Despite lots of twists and turns – and a horrendous third quarter – the S&P 500 is still up for 2023.
Yet, as I mentioned in Friday’s column, the vast majority of stocks are down for the year.
And that’s after last year’s 18% market plunge.
Some market pundits insist that it’s just a matter of time before higher bond yields – and more interest rate hikes from the Fed – torpedo the economy and, ultimately, the stock market.
Those fears were magnified over the weekend after Hamas launched a surprise attack on Israel and the country declared war, announcing a “total siege” of Gaza this morning.
Is it time to panic?
No. Smart risk management is about dealing effectively with the uncertainties that face the economy and the market.
Let’s do a reality check here. Trees don’t grow to the sky and stocks don’t rally in perpetuity.
History shows that every bull market is eventually followed by a bear market.
And that’s okay because every bear market is eventually followed by another bull market.
Look at the past 200 years. The market’s long-term trend is higher highs and higher lows.

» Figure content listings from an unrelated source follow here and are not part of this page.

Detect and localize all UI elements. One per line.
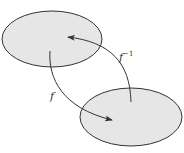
function-diagram: f f−1 [0, 0, 184, 153]
label-f-inverse: f−1 [118, 50, 133, 64]
domain-set-ellipse [2, 11, 102, 67]
label-f: f [49, 90, 56, 103]
label-f-inverse-sup: −1 [123, 50, 133, 58]
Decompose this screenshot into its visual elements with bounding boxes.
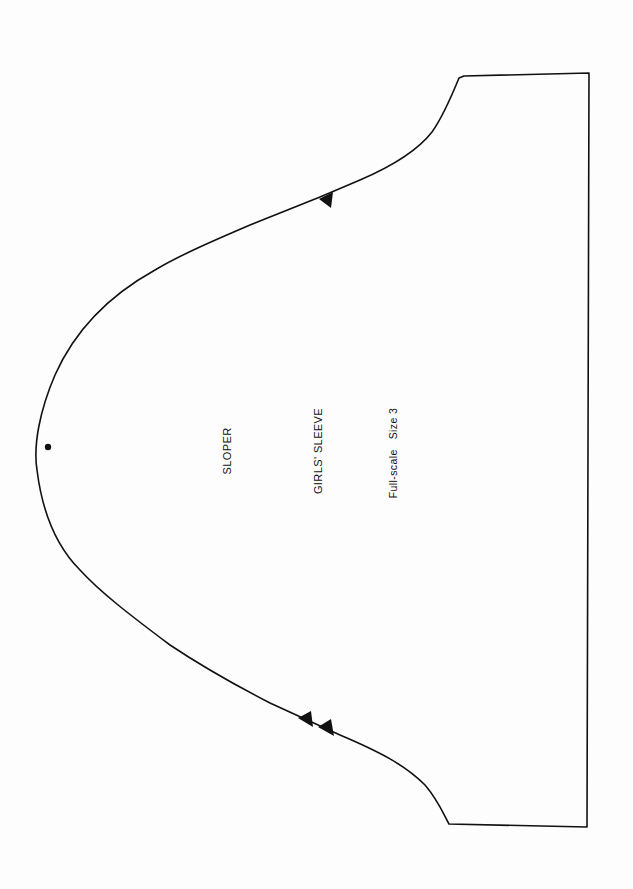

As for all those confident short-term prognosticators, recall what Peter Lynch, the legendary manager of the Fidelity Magellan Fund, wrote in his investment classic One Up on Wall Street:
Thousands of experts study overbought indicators, oversold indicators, head-and-shoulder patterns, put-call ratios, the Fed’s policy on money supply, foreign investment, the movement of the constellations through the heavens, and the moss on oak trees, and they can’t predict markets with any useful consistency, any more than the gizzard squeezers could tell the Roman emperors when the Huns would attack.
In my experience, the folks who shout the loudest that the end is nigh for stocks have a long history of making that same prediction… over and over.
All they have to show for it – aside from the inability to feel embarrassment – is the yolk running down their faces.
As Vanguard founder John Bogle noted, there are two types of market timers: those who don’t know what they’re doing and those who don’t know they don’t know what they’re doing.
Remember that the next time you hear some CNBC contributor confidently pronounce “what the market will do next.”
Given the uncertainties inherent in the market, what should sophisticated investors do? Two things:
- Have a battle-tested plan.
- Stick to it, responding unemotionally to market volatility.
Long-term investors should realize that bull and bear markets are a fact of life.
They should set an asset allocation – as The Oxford Club does – and stick with it.
That means every year they pare back those asset classes that have appreciated the most and add to those that lagged the most.
(Again, I’m referring to asset classes – equities, bonds, real estate investment trusts, TIPS, etc. – not individual stocks. You should definitely NOT add to the worst stocks in your portfolio.)
Rebalancing doesn’t just reduce portfolio volatility. It forces you to sell what’s high and buy what’s low. That gooses annual returns.
A short-term trader, on the other hand, uses a different sell discipline.
In the case of The Oxford Club, it means trailing stops. They protect your profits in the good times and your principal in the bad.
However, you must actually implement stops rather than just imagine you will.
Some investors so detest taking small, short-term losses that they end up with big, long-term losses instead.
Occasional losses are unavoidable.
A short-term trader who thinks he can avoid them is like a running back who imagines he’ll never get tackled.
Some investment ideas – maybe even a few that you feel best about – simply won’t work out.
That’s why the best investors follow through on their discipline.
If you can’t do this, you may need to turn your portfolio over to a trustworthy, low-cost investment manager.
(As Clint Eastwood’s Dirty Harry Callahan famously said, “A man’s got to know his limitations.”)
I’m not suggesting you shouldn’t feel emotional from time to time when the market starts to swoon, as it has lately. That’s too much to ask of flesh-and-blood human beings.
But you can’t act on fear and anxiety and expect to prosper over the long haul.
Some will rationalize – as they run to cash – that they will get back in later, when the outlook is better.
But the outlook is never better at the bottom. If you wait for the robins to appear, spring will be over.
So fight the urge to flee stocks whenever they get volatile.
History demonstrates that the key to long-term investment success is not doing things that are brilliant.
It’s avoiding the things that are foolish.